For a writer to describe something impossible or inconceivable, they might use metaphors, similes, understatement, incomplete phrases, invented words, blank spaces, ellipses…

Science Fiction writers often have that problem, and writers of Realistic or Hard Sci-Fi need to be particularly adept at describing things that do not (yet) exist. William Gibson, for instance, coined the term “cyberspace” for “widespread, interconnected digital technology” in his short story “Burning Chrome” (1982). He made up the term. There was no such word before he made it up, but after the success of his story, it slowly came into use. Now, it just a normal term.

So, what did Paul Auster (1947 – 2024) do when it came to describing the impossible thing that forms the crux of his 1994 novel, Mr. Vertigo?

Mr. Vertigo, by Paul Auster, originally published in 1994 by Faber and Faber.

Describe something that is impossible

Mr. Vertigo is about a street kid who becomes famous for being able to actually fly, walk on air, and levitate – all by himself. No crookery, no magic, no sleight-of-hand, no stagecraft, no CGI. The novel has other themes, but the dilemma of orphaned “Walt” is that the very thing that he learns to do, which saves him from starvation and abuse, is the thing that can kill him, and almost does. It’s about that old adage of; be careful what you wish for, because you just might get it.

Auster tells the story most engagingly. It reads well. You follow Walt’s relationship with “Master Yehudi”, his trainer and manager, and you set aside your suspension of disbelief for the most part. You see Walt becoming a man. The suspense builds and the moment approaches. Haven’t you ever dreamed you could fly? Remember the sensation? Disbelief, joy, freedom, all combined, and then you wake up?

Like in a dream, foreshadowings of that moment in the story can be inferred and hinted at. But there has to be a moment when Walt actually levitates, and, to be convincing, it has to be unambiguous and direct. Here it is, 62 pages into the 293 pp. novel:


“There was no more tears to be gotten out of me – only a dry, choked heaving, an aftermath of the hiccups and scorched, airless breaths. Presently I grew still, almost tranquil, and bit by bit a sense of calm spread through me, radiating out among my muscles and oozing towards the tips of my fingers and toes. There were no more thoughts in my head, no more feelings in my heart. I was weightless inside my own body, floating on a placid wave of nothingness, utterly detached and indifferent to the world around me.

And that’s when I did it for the first time – without warning, without the least notion that it was about to happen. Very slowly, I felt my body rise off the floor. The movement was so natural, so exquisite in its gentleness, it wasn’t until I opened my eyes that I understood my limbs were touching only air. I was not far off the ground – no more than an inch or two – but I hung there without effort, suspended like the moon in the night sky, motionless and aloft, conscious only of the air fluttering in and out of my lungs.

I can’t say how long I hovered like that, but at a certain moment, with the same slowness and gentleness as before, I eased back to the ground.”


(Photo of Paul Auster from Al Majalla Magazine, “US writer Paul Auster looks on in Lyon on January 16, 2018.” Photo by Jeff Pachoud/AFP. Extract from Mr. Vertigo, by Paul Auster, Penguin Books, 1995, p. 62)


Strangely beautiful, isn’t it? After this, Walt learns to hover at will, longer, higher, faster, with movement, across empty spaces, until he actually flies. Imagine having that sense of nothingness upon which gravity has no effect. The description works for me, and ever since I read it the first time, I’ve imagined that this is what flying without wings – without any aids – is like. Or what being weightless in a spaceship in outer space could feel like.

This is why I keep a copy of Mr. Vertigo in my book collection. I enjoy reading Auster’s vivid descriptions of impossible things, such as walking on air. I wonder how he knew?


__Exercise__
When you spot the word "Kids" in a line of the data below, copy that line.

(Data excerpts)
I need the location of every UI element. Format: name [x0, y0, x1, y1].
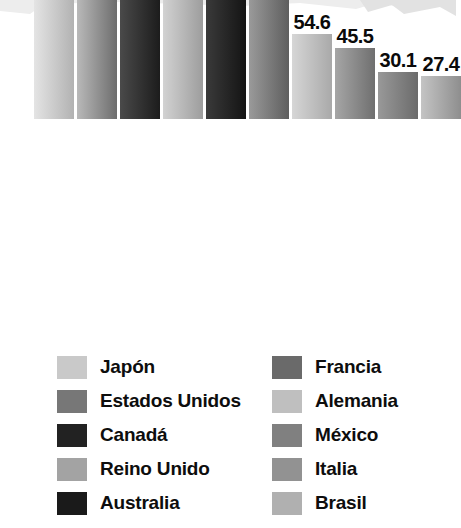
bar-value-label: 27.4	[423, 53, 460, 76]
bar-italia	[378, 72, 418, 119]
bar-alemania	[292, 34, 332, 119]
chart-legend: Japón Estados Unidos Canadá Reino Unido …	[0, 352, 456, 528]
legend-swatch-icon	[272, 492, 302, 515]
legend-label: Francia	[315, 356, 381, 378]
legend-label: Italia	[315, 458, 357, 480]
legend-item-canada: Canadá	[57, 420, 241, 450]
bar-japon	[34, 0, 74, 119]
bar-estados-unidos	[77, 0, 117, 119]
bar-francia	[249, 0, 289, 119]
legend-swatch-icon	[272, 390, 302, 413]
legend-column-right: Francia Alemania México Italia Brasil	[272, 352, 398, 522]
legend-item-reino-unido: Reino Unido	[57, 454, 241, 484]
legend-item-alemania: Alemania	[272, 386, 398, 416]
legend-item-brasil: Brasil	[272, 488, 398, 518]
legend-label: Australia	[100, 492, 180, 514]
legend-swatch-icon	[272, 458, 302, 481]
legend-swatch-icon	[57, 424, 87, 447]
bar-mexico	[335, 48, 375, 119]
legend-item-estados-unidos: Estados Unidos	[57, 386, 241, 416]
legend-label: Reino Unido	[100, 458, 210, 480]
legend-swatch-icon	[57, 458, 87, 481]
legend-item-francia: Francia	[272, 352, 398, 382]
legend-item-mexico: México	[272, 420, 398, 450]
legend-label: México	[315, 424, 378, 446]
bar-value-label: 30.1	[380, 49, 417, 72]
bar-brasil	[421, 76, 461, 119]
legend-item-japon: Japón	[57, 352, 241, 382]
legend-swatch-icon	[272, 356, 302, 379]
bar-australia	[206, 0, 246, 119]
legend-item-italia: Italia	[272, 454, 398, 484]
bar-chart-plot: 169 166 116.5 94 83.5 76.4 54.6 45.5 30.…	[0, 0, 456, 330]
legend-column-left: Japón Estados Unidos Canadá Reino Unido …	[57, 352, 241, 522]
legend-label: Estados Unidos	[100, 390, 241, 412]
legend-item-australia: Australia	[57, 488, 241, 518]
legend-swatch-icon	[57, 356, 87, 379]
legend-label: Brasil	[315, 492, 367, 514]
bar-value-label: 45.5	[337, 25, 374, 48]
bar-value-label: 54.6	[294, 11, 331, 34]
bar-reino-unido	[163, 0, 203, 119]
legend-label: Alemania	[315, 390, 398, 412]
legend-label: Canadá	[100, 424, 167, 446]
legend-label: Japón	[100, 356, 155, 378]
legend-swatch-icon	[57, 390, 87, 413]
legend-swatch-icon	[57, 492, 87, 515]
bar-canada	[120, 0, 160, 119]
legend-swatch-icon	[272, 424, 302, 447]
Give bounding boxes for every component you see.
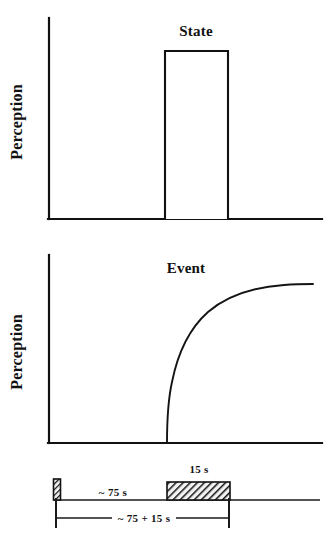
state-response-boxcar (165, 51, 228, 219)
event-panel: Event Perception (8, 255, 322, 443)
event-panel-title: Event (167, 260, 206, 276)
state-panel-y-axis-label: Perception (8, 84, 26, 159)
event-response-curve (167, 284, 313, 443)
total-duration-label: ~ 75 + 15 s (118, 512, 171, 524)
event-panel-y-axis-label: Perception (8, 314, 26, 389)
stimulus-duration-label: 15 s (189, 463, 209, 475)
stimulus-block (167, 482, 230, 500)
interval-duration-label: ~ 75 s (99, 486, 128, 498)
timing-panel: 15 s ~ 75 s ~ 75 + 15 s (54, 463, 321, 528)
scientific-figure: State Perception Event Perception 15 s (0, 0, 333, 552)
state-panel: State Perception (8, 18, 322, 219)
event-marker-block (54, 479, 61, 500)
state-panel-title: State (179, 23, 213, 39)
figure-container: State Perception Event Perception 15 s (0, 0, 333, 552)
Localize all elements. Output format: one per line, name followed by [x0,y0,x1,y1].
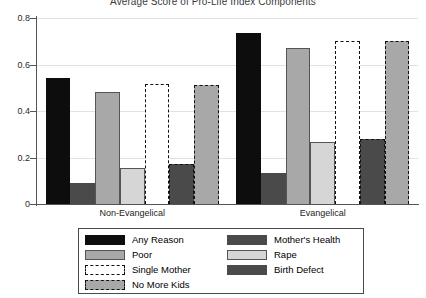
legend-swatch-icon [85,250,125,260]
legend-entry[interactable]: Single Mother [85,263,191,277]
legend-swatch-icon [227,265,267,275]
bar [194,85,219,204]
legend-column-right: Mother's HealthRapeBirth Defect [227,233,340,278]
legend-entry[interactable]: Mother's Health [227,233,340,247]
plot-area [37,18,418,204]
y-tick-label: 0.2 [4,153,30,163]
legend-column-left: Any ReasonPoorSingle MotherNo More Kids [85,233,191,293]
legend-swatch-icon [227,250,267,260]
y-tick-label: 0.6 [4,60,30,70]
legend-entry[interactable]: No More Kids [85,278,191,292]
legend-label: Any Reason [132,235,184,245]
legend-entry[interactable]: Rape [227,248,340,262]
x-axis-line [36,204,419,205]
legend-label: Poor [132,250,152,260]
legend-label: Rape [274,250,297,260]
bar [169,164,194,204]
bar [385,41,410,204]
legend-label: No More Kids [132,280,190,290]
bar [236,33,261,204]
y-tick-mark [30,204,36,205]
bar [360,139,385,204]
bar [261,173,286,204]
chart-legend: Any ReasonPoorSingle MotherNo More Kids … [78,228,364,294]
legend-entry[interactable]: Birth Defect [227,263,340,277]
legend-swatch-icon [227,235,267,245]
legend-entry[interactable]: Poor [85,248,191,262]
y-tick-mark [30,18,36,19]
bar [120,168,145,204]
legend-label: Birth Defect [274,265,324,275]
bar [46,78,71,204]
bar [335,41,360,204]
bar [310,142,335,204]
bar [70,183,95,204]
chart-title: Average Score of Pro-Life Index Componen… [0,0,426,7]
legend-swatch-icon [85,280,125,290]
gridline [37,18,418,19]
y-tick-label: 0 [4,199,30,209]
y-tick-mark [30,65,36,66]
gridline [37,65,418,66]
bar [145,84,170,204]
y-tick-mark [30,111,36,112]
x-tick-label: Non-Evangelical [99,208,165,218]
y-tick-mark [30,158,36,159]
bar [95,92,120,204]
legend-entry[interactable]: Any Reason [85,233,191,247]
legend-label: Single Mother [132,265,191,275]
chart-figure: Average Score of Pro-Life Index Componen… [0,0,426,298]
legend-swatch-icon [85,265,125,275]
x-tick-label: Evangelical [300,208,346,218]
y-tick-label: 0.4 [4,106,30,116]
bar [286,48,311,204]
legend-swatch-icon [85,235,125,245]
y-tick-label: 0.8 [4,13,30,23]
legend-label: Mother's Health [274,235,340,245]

---

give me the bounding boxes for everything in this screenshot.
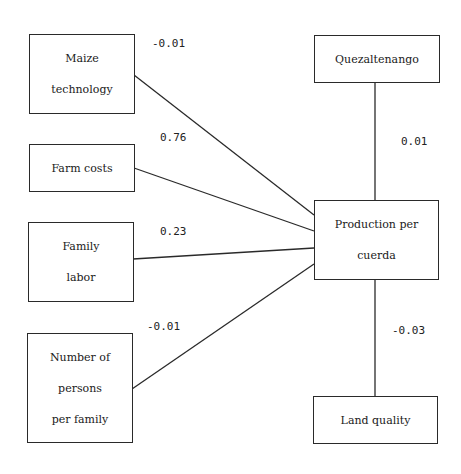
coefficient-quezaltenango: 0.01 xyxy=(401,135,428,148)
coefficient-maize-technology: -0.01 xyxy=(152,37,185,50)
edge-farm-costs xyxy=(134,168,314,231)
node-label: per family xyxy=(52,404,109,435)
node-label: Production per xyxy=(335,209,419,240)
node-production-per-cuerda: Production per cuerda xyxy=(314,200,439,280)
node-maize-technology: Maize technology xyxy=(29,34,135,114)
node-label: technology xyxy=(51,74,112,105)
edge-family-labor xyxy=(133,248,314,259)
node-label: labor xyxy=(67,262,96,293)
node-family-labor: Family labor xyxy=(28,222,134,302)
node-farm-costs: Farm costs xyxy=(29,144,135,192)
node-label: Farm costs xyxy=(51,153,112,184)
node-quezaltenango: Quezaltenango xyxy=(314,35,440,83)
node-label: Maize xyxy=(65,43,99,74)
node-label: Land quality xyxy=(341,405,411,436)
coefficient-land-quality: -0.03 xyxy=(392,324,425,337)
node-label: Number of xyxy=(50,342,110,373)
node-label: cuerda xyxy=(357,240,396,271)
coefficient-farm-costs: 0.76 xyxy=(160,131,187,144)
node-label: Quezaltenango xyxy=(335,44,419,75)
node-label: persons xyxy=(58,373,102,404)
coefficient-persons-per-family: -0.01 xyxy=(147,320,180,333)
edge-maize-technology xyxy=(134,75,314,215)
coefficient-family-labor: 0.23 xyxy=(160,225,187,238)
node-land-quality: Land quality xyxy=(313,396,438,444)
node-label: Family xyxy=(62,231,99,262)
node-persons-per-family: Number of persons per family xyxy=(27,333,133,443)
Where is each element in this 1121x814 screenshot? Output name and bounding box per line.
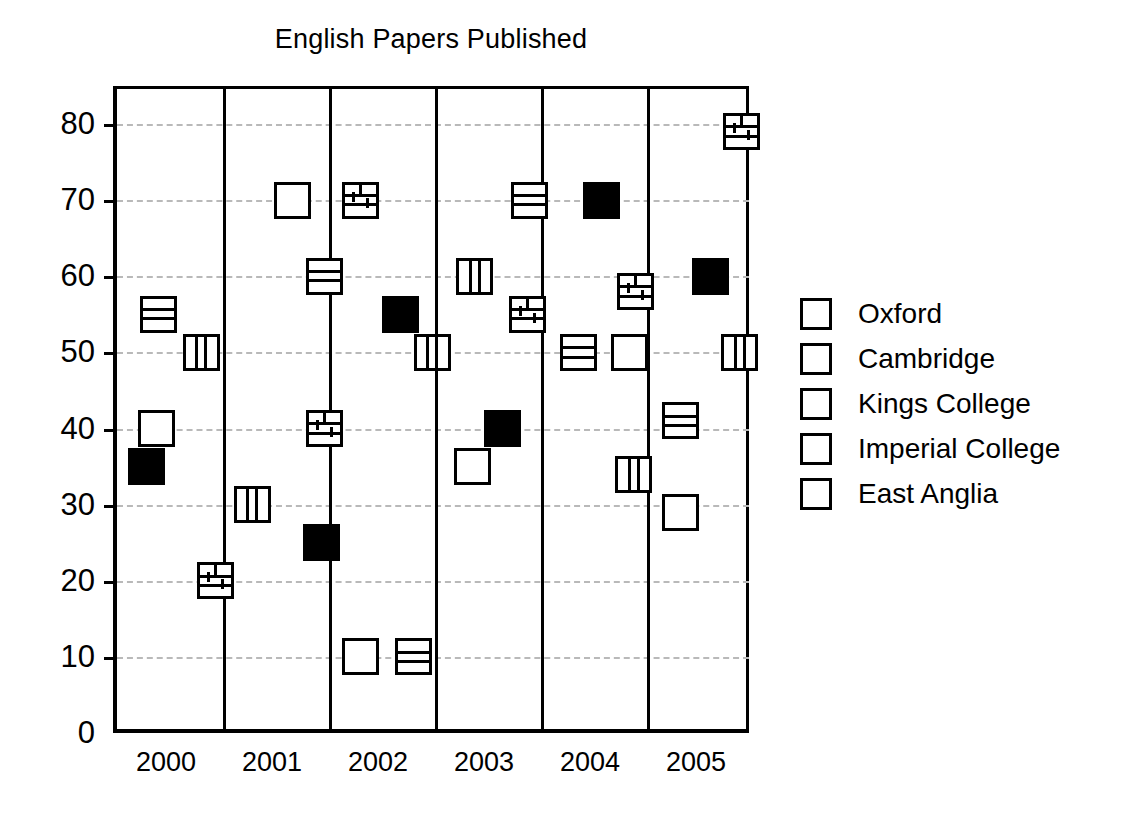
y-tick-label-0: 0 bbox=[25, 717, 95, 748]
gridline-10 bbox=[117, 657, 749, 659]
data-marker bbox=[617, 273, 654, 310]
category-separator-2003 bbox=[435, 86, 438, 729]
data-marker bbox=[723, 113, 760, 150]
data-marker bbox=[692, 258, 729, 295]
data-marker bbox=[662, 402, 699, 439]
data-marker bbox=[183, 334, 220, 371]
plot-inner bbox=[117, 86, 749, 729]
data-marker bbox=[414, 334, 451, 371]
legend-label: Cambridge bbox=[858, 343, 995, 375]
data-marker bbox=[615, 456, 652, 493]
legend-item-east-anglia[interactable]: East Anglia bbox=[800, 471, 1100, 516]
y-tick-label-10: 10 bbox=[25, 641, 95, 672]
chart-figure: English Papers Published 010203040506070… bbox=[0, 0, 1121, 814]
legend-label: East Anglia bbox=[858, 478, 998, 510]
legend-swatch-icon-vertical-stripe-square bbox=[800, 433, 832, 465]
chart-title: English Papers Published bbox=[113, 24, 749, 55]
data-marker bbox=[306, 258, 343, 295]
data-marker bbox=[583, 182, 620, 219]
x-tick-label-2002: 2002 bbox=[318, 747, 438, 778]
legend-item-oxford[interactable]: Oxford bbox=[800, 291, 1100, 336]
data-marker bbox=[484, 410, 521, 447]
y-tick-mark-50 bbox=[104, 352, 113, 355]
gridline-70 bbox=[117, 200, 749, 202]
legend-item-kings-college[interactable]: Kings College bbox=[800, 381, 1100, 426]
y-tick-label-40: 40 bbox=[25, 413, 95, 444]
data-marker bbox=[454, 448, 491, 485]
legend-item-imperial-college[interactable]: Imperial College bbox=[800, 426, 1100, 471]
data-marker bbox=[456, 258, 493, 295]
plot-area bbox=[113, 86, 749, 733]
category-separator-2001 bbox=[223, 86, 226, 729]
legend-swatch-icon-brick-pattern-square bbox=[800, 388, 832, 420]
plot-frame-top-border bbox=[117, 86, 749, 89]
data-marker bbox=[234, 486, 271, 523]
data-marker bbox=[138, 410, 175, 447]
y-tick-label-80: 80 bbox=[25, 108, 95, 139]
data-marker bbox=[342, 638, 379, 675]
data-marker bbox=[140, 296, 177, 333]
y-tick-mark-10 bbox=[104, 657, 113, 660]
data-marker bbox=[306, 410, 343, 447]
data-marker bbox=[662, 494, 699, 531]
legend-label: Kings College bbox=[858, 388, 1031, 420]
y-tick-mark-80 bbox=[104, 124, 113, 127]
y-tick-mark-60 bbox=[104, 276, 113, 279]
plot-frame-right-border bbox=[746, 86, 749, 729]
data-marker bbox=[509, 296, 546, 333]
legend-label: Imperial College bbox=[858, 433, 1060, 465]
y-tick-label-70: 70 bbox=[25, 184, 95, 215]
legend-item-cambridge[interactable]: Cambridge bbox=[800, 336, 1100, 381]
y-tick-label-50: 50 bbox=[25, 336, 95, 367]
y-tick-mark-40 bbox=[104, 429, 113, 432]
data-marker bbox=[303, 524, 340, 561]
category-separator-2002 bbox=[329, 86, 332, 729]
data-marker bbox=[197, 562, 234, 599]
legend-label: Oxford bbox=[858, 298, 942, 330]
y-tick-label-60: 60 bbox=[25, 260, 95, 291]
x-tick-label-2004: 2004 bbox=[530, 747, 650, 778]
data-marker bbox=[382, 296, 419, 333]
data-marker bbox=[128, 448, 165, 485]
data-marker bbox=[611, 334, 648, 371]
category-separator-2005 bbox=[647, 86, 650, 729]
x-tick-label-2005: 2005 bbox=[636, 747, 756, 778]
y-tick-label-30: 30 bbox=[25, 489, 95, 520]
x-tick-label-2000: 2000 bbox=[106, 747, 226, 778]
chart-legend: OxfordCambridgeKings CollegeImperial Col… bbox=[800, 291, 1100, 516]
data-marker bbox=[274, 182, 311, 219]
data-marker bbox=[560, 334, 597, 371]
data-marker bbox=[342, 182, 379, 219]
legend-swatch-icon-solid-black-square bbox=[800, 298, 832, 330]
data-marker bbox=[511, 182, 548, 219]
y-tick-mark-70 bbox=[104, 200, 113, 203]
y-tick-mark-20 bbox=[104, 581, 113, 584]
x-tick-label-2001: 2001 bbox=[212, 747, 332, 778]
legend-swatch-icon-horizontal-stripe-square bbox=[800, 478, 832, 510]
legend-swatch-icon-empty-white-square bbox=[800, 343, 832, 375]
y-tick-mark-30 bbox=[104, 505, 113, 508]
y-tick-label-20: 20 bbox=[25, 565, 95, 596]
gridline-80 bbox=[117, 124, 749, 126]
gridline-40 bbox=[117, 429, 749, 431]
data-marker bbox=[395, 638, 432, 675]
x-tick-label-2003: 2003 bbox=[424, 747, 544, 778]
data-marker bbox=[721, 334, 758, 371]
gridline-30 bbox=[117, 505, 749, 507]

__Reply to the task__
legend-column-left: Any ReasonPoorSingle MotherNo More Kids [85,233,191,293]
legend-entry[interactable]: No More Kids [85,278,191,292]
legend-label: No More Kids [132,280,190,290]
chart-legend: Any ReasonPoorSingle MotherNo More Kids … [78,228,364,294]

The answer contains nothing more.